Claude Monet, 'Garden at Sainte-Adresse,' 1867, oil on canvas.

Claude Monet, Garden at Sainte-Adresse, 1867, oil on canvas.

Susan Stein
Curator of 19th-century European painting, Metropolitan Museum of Art, New York 
Monet made his mark in the Paris art world of the 1860s with vibrant scenes of modern life that were destined not only to attract but also to sustain our interest: witness the perennially-eye catching Garden at Sainte-Adresse, which holds pride of place at the Met. In an all-out bid to win back the parental support he desperately needed to stay afloat, the prodigal son returned to the Normandy coast in the summer of 1867, and in a command performance of sorts, fashioned this stunning demonstration piece, enlisting family members—notably his father (shown seated, in a panama hat)—as models. With authenticity and authority, the 27 year-old artist captured the “look of the moment,” down to the embroidered hemlines of the white crinoline frocks, while also ensuring an image of timeless allure that elevated the here-and-now to a whole new level. Looking back at age 80, Monet still marveled at the “daring” conception that holds sway. The Japonist bird’s eye viewpoint and French tricolore flag emphasize the flat surface of the canvas, which unfolds in three distinct bands of high-keyed color: terrace, sea, and sky, like signposts of the Impressionist landscapes to come.
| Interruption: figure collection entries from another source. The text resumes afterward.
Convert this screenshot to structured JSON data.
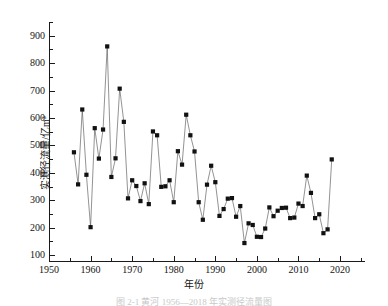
{
  "chart_data": {
    "type": "line",
    "title": "",
    "xlabel": "年份",
    "ylabel": "实测径流量/亿m³",
    "xlim": [
      1950,
      2026
    ],
    "ylim": [
      75,
      950
    ],
    "grid": false,
    "legend": null,
    "marker": "filled-square",
    "marker_color": "#111111",
    "line_color": "#4a4a4a",
    "x_ticks": [
      1950,
      1960,
      1970,
      1980,
      1990,
      2000,
      2010,
      2020
    ],
    "x_tick_labels": [
      "1950",
      "1960",
      "1970",
      "1980",
      "1990",
      "2000",
      "2010",
      "2020"
    ],
    "x_minor_ticks": [
      1955,
      1965,
      1975,
      1985,
      1995,
      2005,
      2015,
      2025
    ],
    "y_ticks": [
      100,
      200,
      300,
      400,
      500,
      600,
      700,
      800,
      900
    ],
    "y_tick_labels": [
      "100",
      "200",
      "300",
      "400",
      "500",
      "600",
      "700",
      "800",
      "900"
    ],
    "y_minor_ticks": [
      150,
      250,
      350,
      450,
      550,
      650,
      750,
      850,
      950
    ],
    "x": [
      1956,
      1957,
      1958,
      1959,
      1960,
      1961,
      1962,
      1963,
      1964,
      1965,
      1966,
      1967,
      1968,
      1969,
      1970,
      1971,
      1972,
      1973,
      1974,
      1975,
      1976,
      1977,
      1978,
      1979,
      1980,
      1981,
      1982,
      1983,
      1984,
      1985,
      1986,
      1987,
      1988,
      1989,
      1990,
      1991,
      1992,
      1993,
      1994,
      1995,
      1996,
      1997,
      1998,
      1999,
      2000,
      2001,
      2002,
      2003,
      2004,
      2005,
      2006,
      2007,
      2008,
      2009,
      2010,
      2011,
      2012,
      2013,
      2014,
      2015,
      2016,
      2017,
      2018
    ],
    "values": [
      475,
      358,
      631,
      393,
      202,
      563,
      452,
      558,
      861,
      385,
      453,
      707,
      586,
      307,
      373,
      352,
      297,
      362,
      286,
      551,
      537,
      349,
      351,
      373,
      293,
      479,
      430,
      612,
      537,
      478,
      293,
      229,
      357,
      426,
      366,
      243,
      268,
      306,
      308,
      240,
      279,
      144,
      216,
      210,
      167,
      166,
      197,
      274,
      242,
      262,
      272,
      273,
      235,
      237,
      288,
      279,
      390,
      327,
      235,
      249,
      180,
      194,
      449
    ]
  },
  "caption": {
    "text": "图 2-1  黄河 1956—2018 年实测径流量图"
  }
}
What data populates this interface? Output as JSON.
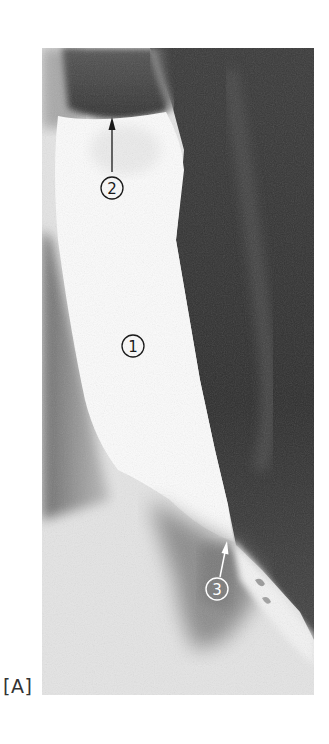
{
  "figure": {
    "panel_label": "[A]",
    "image_description": "Barium swallow radiograph showing dilated esophagus with tapered lower end",
    "annotations": [
      {
        "id": "1",
        "label": "1",
        "arrow": false
      },
      {
        "id": "2",
        "label": "2",
        "arrow": true,
        "arrow_color": "#1a1a1a"
      },
      {
        "id": "3",
        "label": "3",
        "arrow": true,
        "arrow_color": "#ffffff"
      }
    ]
  }
}
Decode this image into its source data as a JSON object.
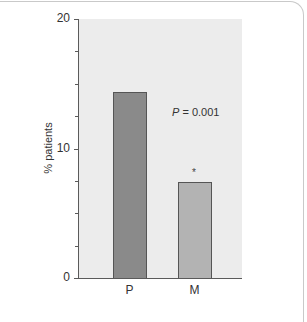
{
  "chart_data": {
    "type": "bar",
    "title": "",
    "xlabel": "",
    "ylabel": "% patients",
    "ylim": [
      0,
      20
    ],
    "yticks": [
      0,
      10,
      20
    ],
    "ytick_labels": [
      "0",
      "10",
      "20"
    ],
    "minor_ticks": [
      2.5,
      5,
      7.5,
      12.5,
      15,
      17.5
    ],
    "categories": [
      "P",
      "M"
    ],
    "values": [
      14.4,
      7.4
    ],
    "bar_colors": [
      "#8a8a8a",
      "#b3b3b3"
    ],
    "annotations": [
      {
        "text": "P = 0.001",
        "italic_prefix": "P",
        "rest": " = 0.001"
      },
      {
        "text": "*",
        "target": "M"
      }
    ],
    "grid": false,
    "legend": null,
    "plot_background": "#ececec"
  }
}
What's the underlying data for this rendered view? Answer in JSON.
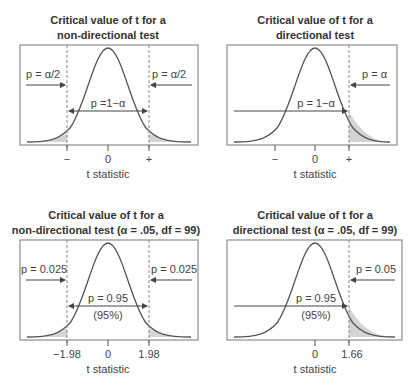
{
  "figure": {
    "panels": [
      {
        "id": "top-left",
        "title_line1": "Critical value of t for a",
        "title_line2": "non-directional test",
        "tail_label_left": "p = α/2",
        "tail_label_right": "p = α/2",
        "center_label": "p =1−α",
        "center_sublabel": "",
        "ticks": [
          "−",
          "0",
          "+"
        ],
        "xlabel": "t statistic"
      },
      {
        "id": "top-right",
        "title_line1": "Critical value of t for a",
        "title_line2": "directional test",
        "tail_label_right": "p = α",
        "center_label": "p = 1−α",
        "center_sublabel": "",
        "ticks": [
          "−",
          "0",
          "+"
        ],
        "xlabel": "t statistic"
      },
      {
        "id": "bottom-left",
        "title_line1": "Critical value of t for a",
        "title_line2": "non-directional test (α = .05, df = 99)",
        "tail_label_left": "p = 0.025",
        "tail_label_right": "p = 0.025",
        "center_label": "p = 0.95",
        "center_sublabel": "(95%)",
        "ticks": [
          "−1.98",
          "0",
          "1.98"
        ],
        "xlabel": "t statistic"
      },
      {
        "id": "bottom-right",
        "title_line1": "Critical value of t for a",
        "title_line2": "directional test (α = .05, df = 99)",
        "tail_label_right": "p = 0.05",
        "center_label": "p = 0.95",
        "center_sublabel": "(95%)",
        "ticks": [
          "0",
          "1.66"
        ],
        "xlabel": "t statistic"
      }
    ],
    "colors": {
      "curve": "#555555",
      "shade": "#d4d4d4",
      "box": "#777777",
      "dashed": "#888888",
      "arrow": "#444444"
    }
  }
}
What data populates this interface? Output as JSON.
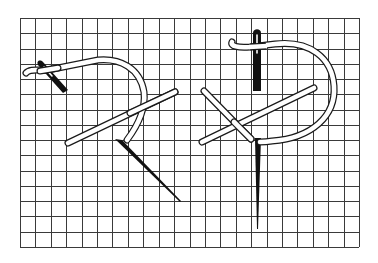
{
  "figure": {
    "title": "Needlework stitch diagram on canvas grid",
    "background": "#ffffff",
    "grid": {
      "x0": 20,
      "y0": 18,
      "x1": 359,
      "y1": 247,
      "cols": 22,
      "rows": 15,
      "line_color": "#3a3a3a"
    },
    "left_stitch": {
      "label": "Left stitch sequence with needle entering thread loop",
      "thread_color": "#ffffff",
      "outline_color": "#1a1a1a",
      "needle_color": "#111111"
    },
    "right_stitch": {
      "label": "Right stitch sequence with vertical needle",
      "thread_color": "#ffffff",
      "outline_color": "#1a1a1a",
      "needle_color": "#111111"
    }
  }
}
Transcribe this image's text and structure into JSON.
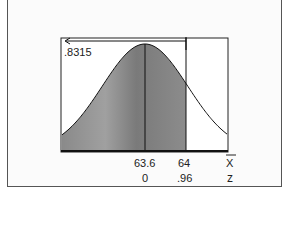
{
  "chart_data": {
    "type": "area",
    "title": "",
    "distribution": "normal",
    "mean": 63.6,
    "shaded_region": "left of 64",
    "shaded_area": 0.8315,
    "area_label": ".8315",
    "x_axis": {
      "label": "x̄",
      "ticks": [
        {
          "value": 63.6,
          "label": "63.6"
        },
        {
          "value": 64,
          "label": "64"
        }
      ]
    },
    "z_axis": {
      "label": "z",
      "ticks": [
        {
          "value": 0,
          "label": "0"
        },
        {
          "value": 0.96,
          "label": ".96"
        }
      ]
    },
    "colors": {
      "shade": "#7a7a7a",
      "line": "#111111"
    }
  },
  "labels": {
    "area": ".8315",
    "xbar_mean": "63.6",
    "xbar_value": "64",
    "xbar_symbol": "X",
    "z_mean": "0",
    "z_value": ".96",
    "z_symbol": "z"
  }
}
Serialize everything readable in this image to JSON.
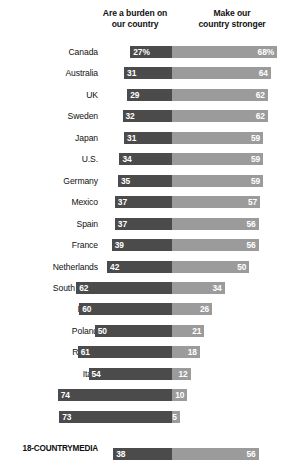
{
  "chart_data": {
    "type": "bar",
    "subtype": "diverging-stacked-bar",
    "title": "",
    "xlabel": "",
    "ylabel": "",
    "grid": false,
    "legend_position": "top",
    "axis_note": "Percent; left segment diverges leftward from a shared center line, right segment extends rightward",
    "series": [
      {
        "name": "Are a burden on our country",
        "color": "#4b4b4b",
        "direction": "left"
      },
      {
        "name": "Make our country stronger",
        "color": "#9b9b9b",
        "direction": "right"
      }
    ],
    "categories": [
      "Canada",
      "Australia",
      "UK",
      "Sweden",
      "Japan",
      "U.S.",
      "Germany",
      "Mexico",
      "Spain",
      "France",
      "Netherlands",
      "South Africa",
      "Israel",
      "Poland",
      "Russia",
      "Italy",
      "Greece",
      "Hungary",
      "18-COUNTRY MEDIA"
    ],
    "rows": [
      {
        "label": "Canada",
        "left": 27,
        "right": 68,
        "left_text": "27%",
        "right_text": "68%",
        "median": false
      },
      {
        "label": "Australia",
        "left": 31,
        "right": 64,
        "left_text": "31",
        "right_text": "64",
        "median": false
      },
      {
        "label": "UK",
        "left": 29,
        "right": 62,
        "left_text": "29",
        "right_text": "62",
        "median": false
      },
      {
        "label": "Sweden",
        "left": 32,
        "right": 62,
        "left_text": "32",
        "right_text": "62",
        "median": false
      },
      {
        "label": "Japan",
        "left": 31,
        "right": 59,
        "left_text": "31",
        "right_text": "59",
        "median": false
      },
      {
        "label": "U.S.",
        "left": 34,
        "right": 59,
        "left_text": "34",
        "right_text": "59",
        "median": false
      },
      {
        "label": "Germany",
        "left": 35,
        "right": 59,
        "left_text": "35",
        "right_text": "59",
        "median": false
      },
      {
        "label": "Mexico",
        "left": 37,
        "right": 57,
        "left_text": "37",
        "right_text": "57",
        "median": false
      },
      {
        "label": "Spain",
        "left": 37,
        "right": 56,
        "left_text": "37",
        "right_text": "56",
        "median": false
      },
      {
        "label": "France",
        "left": 39,
        "right": 56,
        "left_text": "39",
        "right_text": "56",
        "median": false
      },
      {
        "label": "Netherlands",
        "left": 42,
        "right": 50,
        "left_text": "42",
        "right_text": "50",
        "median": false
      },
      {
        "label": "South Africa",
        "left": 62,
        "right": 34,
        "left_text": "62",
        "right_text": "34",
        "median": false
      },
      {
        "label": "Israel",
        "left": 60,
        "right": 26,
        "left_text": "60",
        "right_text": "26",
        "median": false
      },
      {
        "label": "Poland",
        "left": 50,
        "right": 21,
        "left_text": "50",
        "right_text": "21",
        "median": false
      },
      {
        "label": "Russia",
        "left": 61,
        "right": 18,
        "left_text": "61",
        "right_text": "18",
        "median": false
      },
      {
        "label": "Italy",
        "left": 54,
        "right": 12,
        "left_text": "54",
        "right_text": "12",
        "median": false
      },
      {
        "label": "Greece",
        "left": 74,
        "right": 10,
        "left_text": "74",
        "right_text": "10",
        "median": false
      },
      {
        "label": "Hungary",
        "left": 73,
        "right": 5,
        "left_text": "73",
        "right_text": "5",
        "median": false
      },
      {
        "label": "18-COUNTRY MEDIA",
        "label_line1": "18-COUNTRY",
        "label_line2": "MEDIA",
        "left": 38,
        "right": 56,
        "left_text": "38",
        "right_text": "56",
        "median": true
      }
    ]
  },
  "header": {
    "left_line1": "Are a burden on",
    "left_line2": "our country",
    "right_line1": "Make our",
    "right_line2": "country stronger"
  },
  "colors": {
    "burden": "#4b4b4b",
    "stronger": "#9b9b9b",
    "background": "#ffffff",
    "text": "#111111",
    "value_text": "#ffffff"
  }
}
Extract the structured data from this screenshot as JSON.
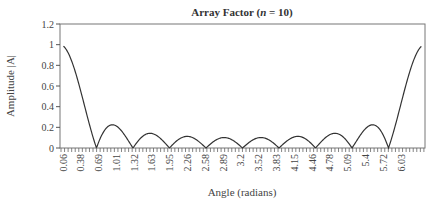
{
  "chart_data": {
    "type": "line",
    "title": "Array Factor (n = 10)",
    "title_parts": {
      "prefix": "Array Factor (",
      "var": "n",
      "suffix": " = 10)"
    },
    "xlabel": "Angle (radians)",
    "ylabel": "Amplitude |A|",
    "ylim": [
      0,
      1.2
    ],
    "xlim": [
      0.0,
      6.283
    ],
    "yticks": [
      "0",
      "0.2",
      "0.4",
      "0.6",
      "0.8",
      "1",
      "1.2"
    ],
    "ytick_values": [
      0,
      0.2,
      0.4,
      0.6,
      0.8,
      1.0,
      1.2
    ],
    "xtick_labels": [
      "0.06",
      "0.38",
      "0.69",
      "1.01",
      "1.32",
      "1.63",
      "1.95",
      "2.26",
      "2.58",
      "2.89",
      "3.2",
      "3.52",
      "3.83",
      "4.15",
      "4.46",
      "4.78",
      "5.09",
      "5.4",
      "5.72",
      "6.03"
    ],
    "grid": false,
    "legend": null,
    "series": [
      {
        "name": "|AF| n=10",
        "description": "Normalized array factor |sin(n*psi/2)/(n*sin(psi/2))|; main lobes near 0 and 2*pi, nulls at multiples of 2*pi/10, sidelobes ~0.22, 0.13, 0.10, 0.08...",
        "x": [
          0.06,
          0.38,
          0.63,
          0.69,
          0.94,
          1.01,
          1.26,
          1.32,
          1.57,
          1.63,
          1.88,
          1.95,
          2.2,
          2.26,
          2.51,
          2.58,
          2.83,
          2.89,
          3.14,
          3.2,
          3.46,
          3.52,
          3.77,
          3.83,
          4.08,
          4.15,
          4.4,
          4.46,
          4.71,
          4.78,
          5.03,
          5.09,
          5.34,
          5.4,
          5.65,
          5.72,
          5.97,
          6.03
        ],
        "y": [
          0.98,
          0.55,
          0.0,
          0.05,
          0.22,
          0.19,
          0.0,
          0.05,
          0.13,
          0.12,
          0.0,
          0.04,
          0.11,
          0.1,
          0.0,
          0.03,
          0.09,
          0.08,
          0.09,
          0.08,
          0.03,
          0.0,
          0.1,
          0.11,
          0.04,
          0.0,
          0.12,
          0.13,
          0.05,
          0.0,
          0.19,
          0.22,
          0.05,
          0.0,
          0.55,
          0.98,
          1.0,
          1.0
        ]
      }
    ],
    "n_elements": 10
  }
}
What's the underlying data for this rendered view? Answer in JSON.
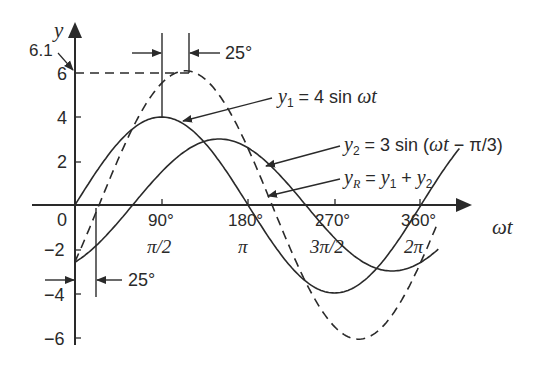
{
  "diagram": {
    "axes": {
      "y_label": "y",
      "x_label": "ωt",
      "y_ticks": [
        "6",
        "4",
        "2",
        "0",
        "−2",
        "−4",
        "−6"
      ],
      "x_ticks_deg": [
        "90°",
        "180°",
        "270°",
        "360°"
      ],
      "x_ticks_rad": [
        "π/2",
        "π",
        "3π/2",
        "2π"
      ]
    },
    "annotations": {
      "peak_value": "6.1",
      "phase_shift_top": "25°",
      "phase_shift_bottom": "25°"
    },
    "equations": {
      "y1": {
        "var": "y",
        "sub": "1",
        "rhs": " = 4 sin ",
        "arg": "ωt"
      },
      "y2": {
        "var": "y",
        "sub": "2",
        "rhs": " = 3 sin (",
        "arg": "ωt",
        "tail": " − π/3)"
      },
      "yR": {
        "var": "y",
        "sub": "R",
        "rhs": " = ",
        "a": "y",
        "a_sub": "1",
        "plus": " + ",
        "b": "y",
        "b_sub": "2"
      }
    },
    "curves": [
      {
        "name": "y1",
        "amplitude": 4,
        "phase_deg": 0,
        "style": "solid"
      },
      {
        "name": "y2",
        "amplitude": 3,
        "phase_deg": -60,
        "style": "solid"
      },
      {
        "name": "yR",
        "amplitude": 6.1,
        "phase_deg": -25,
        "style": "dashed"
      }
    ],
    "colors": {
      "line": "#2a2a2a",
      "background": "#ffffff"
    }
  }
}
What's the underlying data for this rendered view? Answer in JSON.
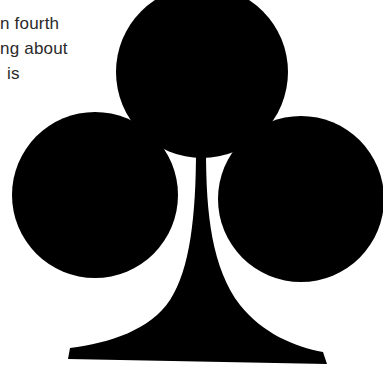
{
  "text": {
    "lines": [
      "n fourth",
      "ng about",
      "is"
    ]
  },
  "graphic": {
    "icon": "club-suit-icon",
    "fill": "#000000",
    "background": "#ffffff"
  }
}
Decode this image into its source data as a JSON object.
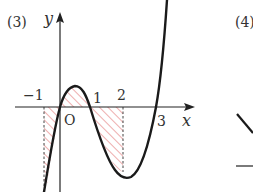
{
  "panel_3": {
    "label": "(3)",
    "y_axis_label": "y",
    "x_axis_label": "x",
    "origin_label": "O",
    "tick_labels": {
      "neg1": "−1",
      "one": "1",
      "two": "2",
      "three": "3"
    },
    "curve": "cubic with roots at x=0 and x=3, local max near x=0.4, local min near x=2.3",
    "shaded_regions": [
      "[-1, 0]",
      "[0, 1]",
      "[1, 2]"
    ],
    "colors": {
      "curve": "#1a1a1a",
      "axis": "#222222",
      "hatch": "#e06a6a",
      "dashed": "#444444"
    }
  },
  "panel_4": {
    "label": "(4)"
  }
}
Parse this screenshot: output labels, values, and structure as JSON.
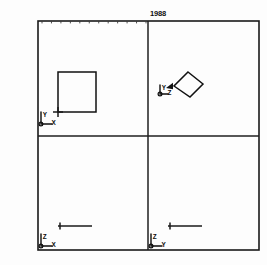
{
  "drawing": {
    "title": "1988",
    "title_position": {
      "x": 158,
      "y": 16
    },
    "frame": {
      "left": 38,
      "top": 21,
      "right": 259,
      "bottom": 250,
      "stroke_color": "#1a1a1a"
    },
    "dividers": {
      "vertical_x": 148,
      "horizontal_y": 136
    },
    "top_ruler": {
      "label": "top-edge-tick-scale",
      "tick_count": 12,
      "start_x": 42,
      "end_x": 146,
      "y": 21,
      "tick_length": 2.4
    },
    "quadrants": [
      {
        "id": "top-left",
        "name": "plan-view",
        "axis_triad": {
          "origin": {
            "x": 41,
            "y": 124
          },
          "vertical_label": "Y",
          "horizontal_label": "X",
          "vertical_length": 12,
          "horizontal_length": 11
        },
        "shape": {
          "type": "square",
          "name": "square-outline",
          "x": 58,
          "y": 72,
          "width": 38,
          "height": 40
        },
        "corner_marker": {
          "x": 58,
          "y": 112,
          "size": 5
        }
      },
      {
        "id": "top-right",
        "name": "isometric-view",
        "axis_triad": {
          "origin": {
            "x": 160,
            "y": 94
          },
          "vertical_label": "Y",
          "horizontal_label": "Z",
          "vertical_length": 9,
          "horizontal_length": 8
        },
        "shape": {
          "type": "parallelogram",
          "name": "parallelogram-outline",
          "points": "188,72 203,84 190,97 174,86"
        },
        "leader": {
          "from": {
            "x": 173,
            "y": 86
          },
          "to": {
            "x": 166,
            "y": 88
          }
        }
      },
      {
        "id": "bottom-left",
        "name": "front-elevation-view",
        "axis_triad": {
          "origin": {
            "x": 41,
            "y": 246
          },
          "vertical_label": "Z",
          "horizontal_label": "X",
          "vertical_length": 12,
          "horizontal_length": 11
        },
        "scale_bar": {
          "name": "scale-bar-left",
          "x1": 58,
          "x2": 92,
          "y": 226,
          "tick_x": 60,
          "tick_height": 7
        }
      },
      {
        "id": "bottom-right",
        "name": "side-elevation-view",
        "axis_triad": {
          "origin": {
            "x": 151,
            "y": 246
          },
          "vertical_label": "Z",
          "horizontal_label": "Y",
          "vertical_length": 12,
          "horizontal_length": 11
        },
        "scale_bar": {
          "name": "scale-bar-right",
          "x1": 168,
          "x2": 202,
          "y": 226,
          "tick_x": 170,
          "tick_height": 7
        }
      }
    ],
    "colors": {
      "ink": "#111111",
      "paper": "#fdfdfd",
      "tick": "#3a3a3a"
    }
  }
}
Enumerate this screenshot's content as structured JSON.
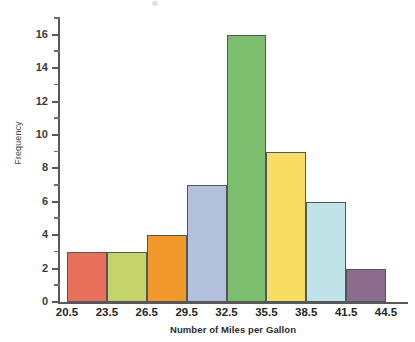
{
  "chart_data": {
    "type": "bar",
    "title": "",
    "xlabel": "Number of Miles per Gallon",
    "ylabel": "Frequency",
    "categories": [
      "20.5-23.5",
      "23.5-26.5",
      "26.5-29.5",
      "29.5-32.5",
      "32.5-35.5",
      "35.5-38.5",
      "38.5-41.5",
      "41.5-44.5"
    ],
    "values": [
      3,
      3,
      4,
      7,
      16,
      9,
      6,
      2
    ],
    "bin_edges": [
      20.5,
      23.5,
      26.5,
      29.5,
      32.5,
      35.5,
      38.5,
      41.5,
      44.5
    ],
    "bar_colors": [
      "#E8705A",
      "#C4D46A",
      "#F0992A",
      "#B3C0DC",
      "#7DBE6E",
      "#F7DE62",
      "#BFE3E6",
      "#8C6C8E"
    ],
    "ylim": [
      0,
      17
    ],
    "xlim": [
      20.5,
      44.5
    ],
    "y_major_ticks": [
      0,
      2,
      4,
      6,
      8,
      10,
      12,
      14,
      16
    ],
    "y_minor_ticks": [
      1,
      3,
      5,
      7,
      9,
      11,
      13,
      15,
      17
    ],
    "x_tick_labels": [
      "20.5",
      "23.5",
      "26.5",
      "29.5",
      "32.5",
      "35.5",
      "38.5",
      "41.5",
      "44.5"
    ],
    "grid": false,
    "legend": false,
    "legend_position": "none"
  },
  "axes": {
    "y_title": "Frequency",
    "x_title": "Number of Miles per Gallon",
    "y_labels": [
      "16",
      "14",
      "12",
      "10",
      "8",
      "6",
      "4",
      "2",
      "0"
    ],
    "x_labels": [
      "20.5",
      "23.5",
      "26.5",
      "29.5",
      "32.5",
      "35.5",
      "38.5",
      "41.5",
      "44.5"
    ]
  },
  "style": {
    "axis_color": "#58585a",
    "bar_stroke": "#55555a",
    "background": "#ffffff"
  }
}
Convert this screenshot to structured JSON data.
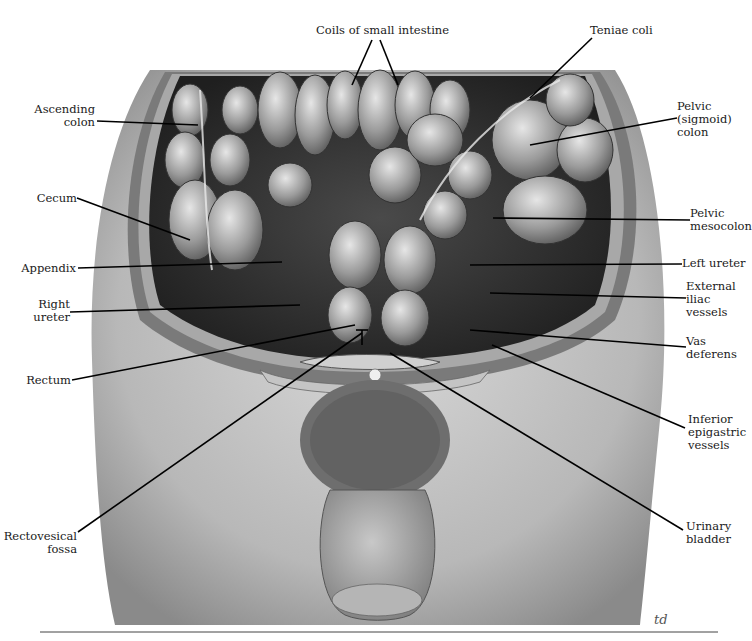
{
  "figure": {
    "signature": "td"
  },
  "labels": {
    "top": [
      {
        "id": "coils",
        "text": "Coils of small intestine"
      },
      {
        "id": "teniae",
        "text": "Teniae coli"
      }
    ],
    "left": [
      {
        "id": "ascending",
        "lines": [
          "Ascending",
          "colon"
        ]
      },
      {
        "id": "cecum",
        "lines": [
          "Cecum"
        ]
      },
      {
        "id": "appendix",
        "lines": [
          "Appendix"
        ]
      },
      {
        "id": "right_ureter",
        "lines": [
          "Right",
          "ureter"
        ]
      },
      {
        "id": "rectum",
        "lines": [
          "Rectum"
        ]
      },
      {
        "id": "rectovesical",
        "lines": [
          "Rectovesical",
          "fossa"
        ]
      }
    ],
    "right": [
      {
        "id": "pelvic_colon",
        "lines": [
          "Pelvic",
          "(sigmoid)",
          "colon"
        ]
      },
      {
        "id": "pelvic_mesocolon",
        "lines": [
          "Pelvic",
          "mesocolon"
        ]
      },
      {
        "id": "left_ureter",
        "lines": [
          "Left ureter"
        ]
      },
      {
        "id": "external_iliac",
        "lines": [
          "External",
          "iliac",
          "vessels"
        ]
      },
      {
        "id": "vas_deferens",
        "lines": [
          "Vas",
          "deferens"
        ]
      },
      {
        "id": "inferior_epigastric",
        "lines": [
          "Inferior",
          "epigastric",
          "vessels"
        ]
      },
      {
        "id": "urinary_bladder",
        "lines": [
          "Urinary",
          "bladder"
        ]
      }
    ]
  }
}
Claude Monet, 'Path on the Island of Saint Martin, Vétheuil,' 1881, oil on canvas.

Claude Monet, Path on the Island of Saint Martin, Vétheuil, 1881, oil on canvas.

Jennifer Thompson
Curator of European painting and sculpture and curator of the John G. Johnson Collection, Philadelphia Museum of Art
While working from home, one of the paintings I miss seeing on daily walks through the museum’s newly reinstalled 19th-century galleries is Monet’s Path on the Island of Saint Martin, Vétheuil. I suspect that the narrow island, located in the River Seine between Lavacourt and Vétheuil, offered Monet a respite from the financial and personal woes that marked the years following the death of his first wife Camille in 1879. Turning his back on the barges that regularly passed the island on their way to and from Paris, Monet omits the human activity around him, leaving only a footpath meandering across a meadow and a medieval church in the distance. He presents us with a summer day: grasses dancing in the breeze, pockets of cool shade, and heat blurring the distant hills. Despite the promise of depth offered by the vertically-oriented canvas, an exuberant web of delicate, rhythmic brushstrokes brings us back to the painting’s surface and reminds us of the artist’s skillful hand at work.